Time: 3:51
Attendance: 25,385
The drive down and back was easy, the pre-game taco platters
were good, and the weather was pleasant in the shade, although quite hot
otherwise. The game provided plenty of drama, but an ultimately unsatisfying
result against the visitors from Florida.
Washington starter Erick Fedde’s pitch efficiency varied
from inning to inning, but he kept the Nats in the game for six innings, giving
up a run in the third in an inning that could have been much worse, and then a
solo homer by Luke Williams (his first of the year) in the fifth.
In the meantime, the home team’s “offense” had runners on
base in each of the first four innings, three of which ended on double plays. Miami
starter Pablo López set the Nats down 1-2-3 in the next two innings. By the end
of the sixth, Washington was not only scoreless, but hitless as well.

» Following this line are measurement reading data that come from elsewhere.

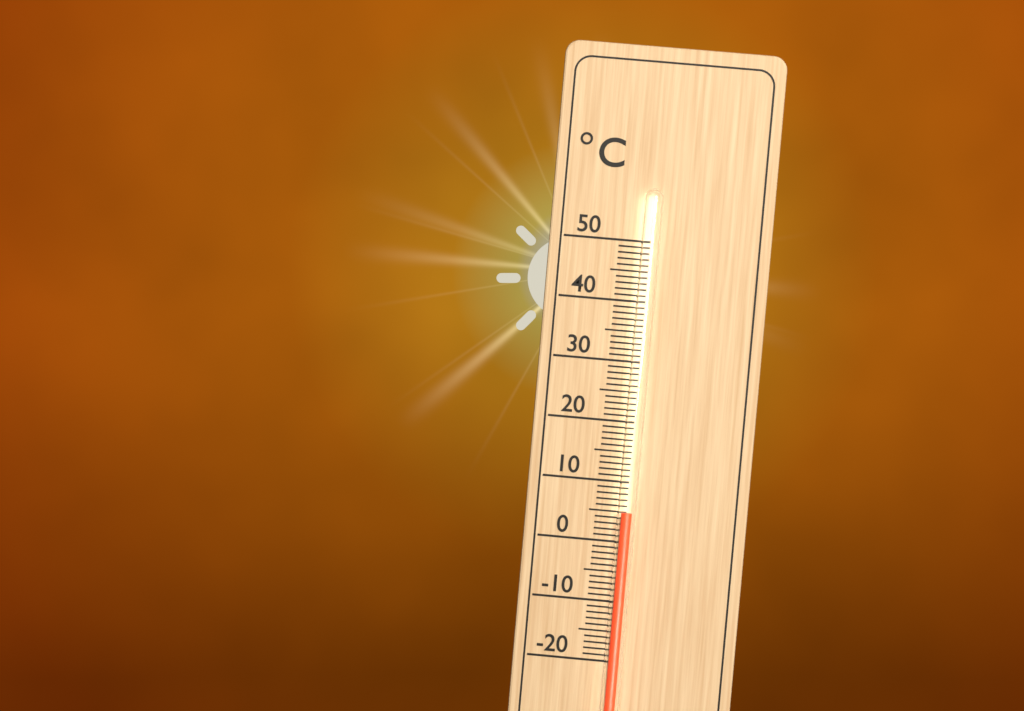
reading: 5 °C
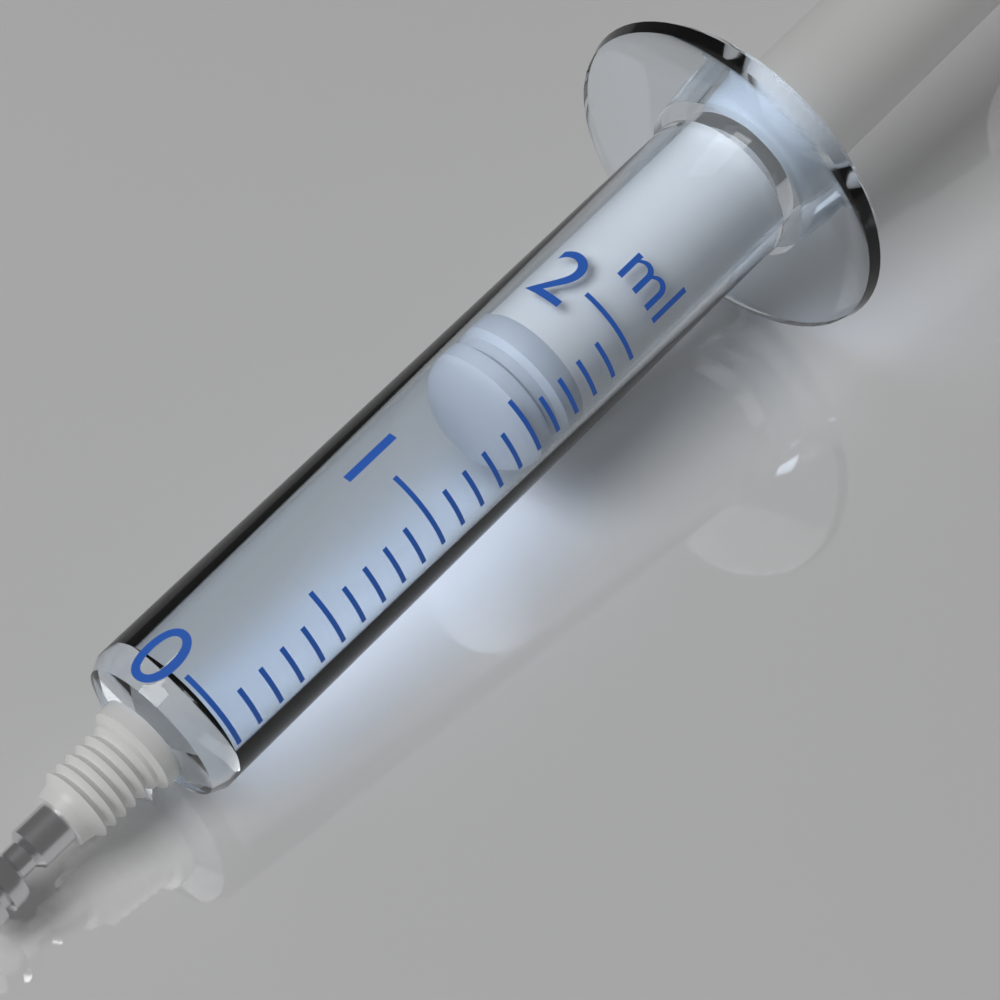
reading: 1.5 ml
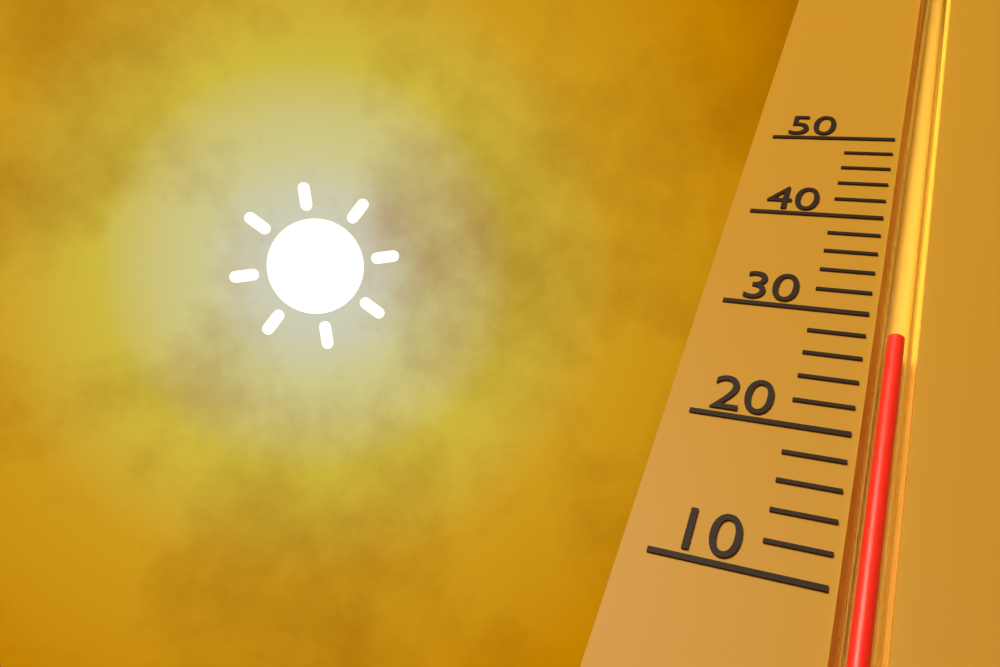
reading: 28 (no unit)
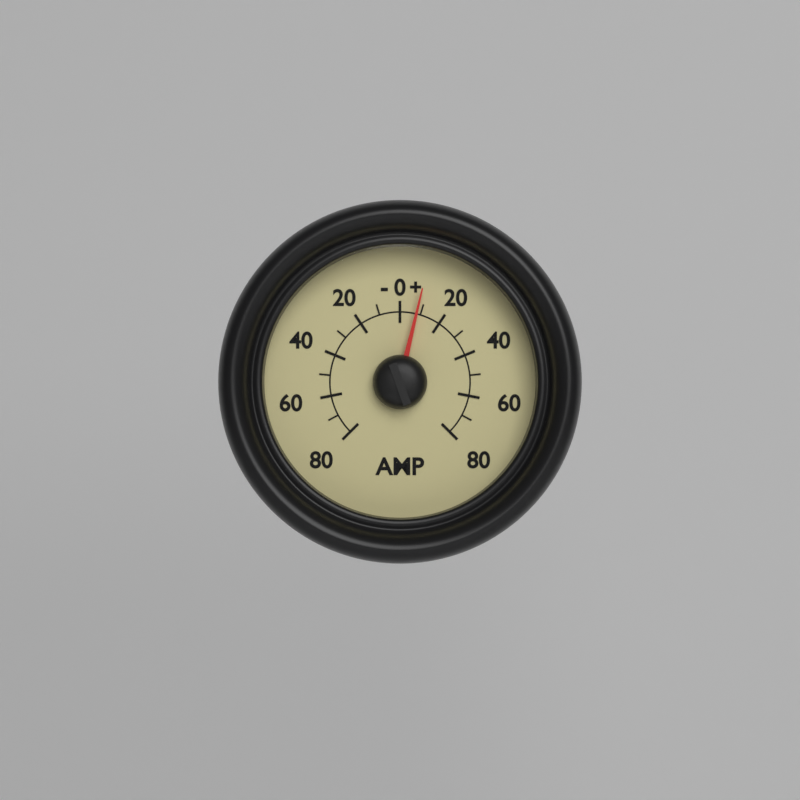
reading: 8 AMP
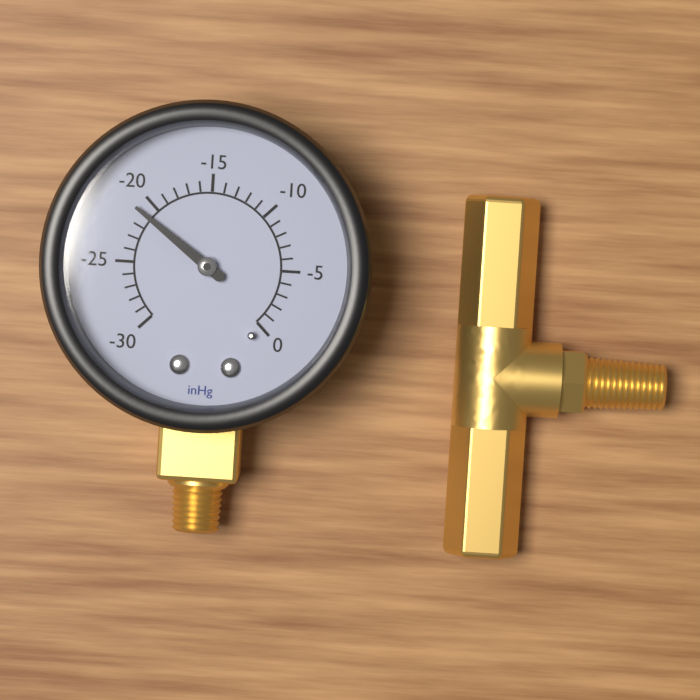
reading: -21 inHg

The López magic vanished in a hurry after the seventh-inning
stretch – Josh Bell double, Nelson Cruz single, Luís Garcia double. Three
batters later, when it looked like the tying run might be stranded on third base,
Ehire Adrianza sent a fly ball to center that was more than deep enough to
score the slow-footed Cruz. One inning later, Bell powered a no-doubt-about-it
homer to left that gave Washington a 4-3 lead.
Closer Tanner Rainey retired the first two batters in the
top of the ninth, and twice came within a single strike of nailing down the
win. The first time, he wound up walking Avisail Garcia, missing with three
straight sliders after getting ahead 1-2. Jesús Sánchez then hit one out to
right on a misplaced 2-2 fastball, putting Miami back in the lead.
The Nats did tie things back up in the bottom of the ninth,
on a two-out Víctor Robles single following a hit batter, a walk, and a force
play at second. Unfortunately, the visitors kicked off the tenth inning with
four straight singles off the normally-reliable Carl Edwards Jr., and the Nats
were unable to conjure up a final rally.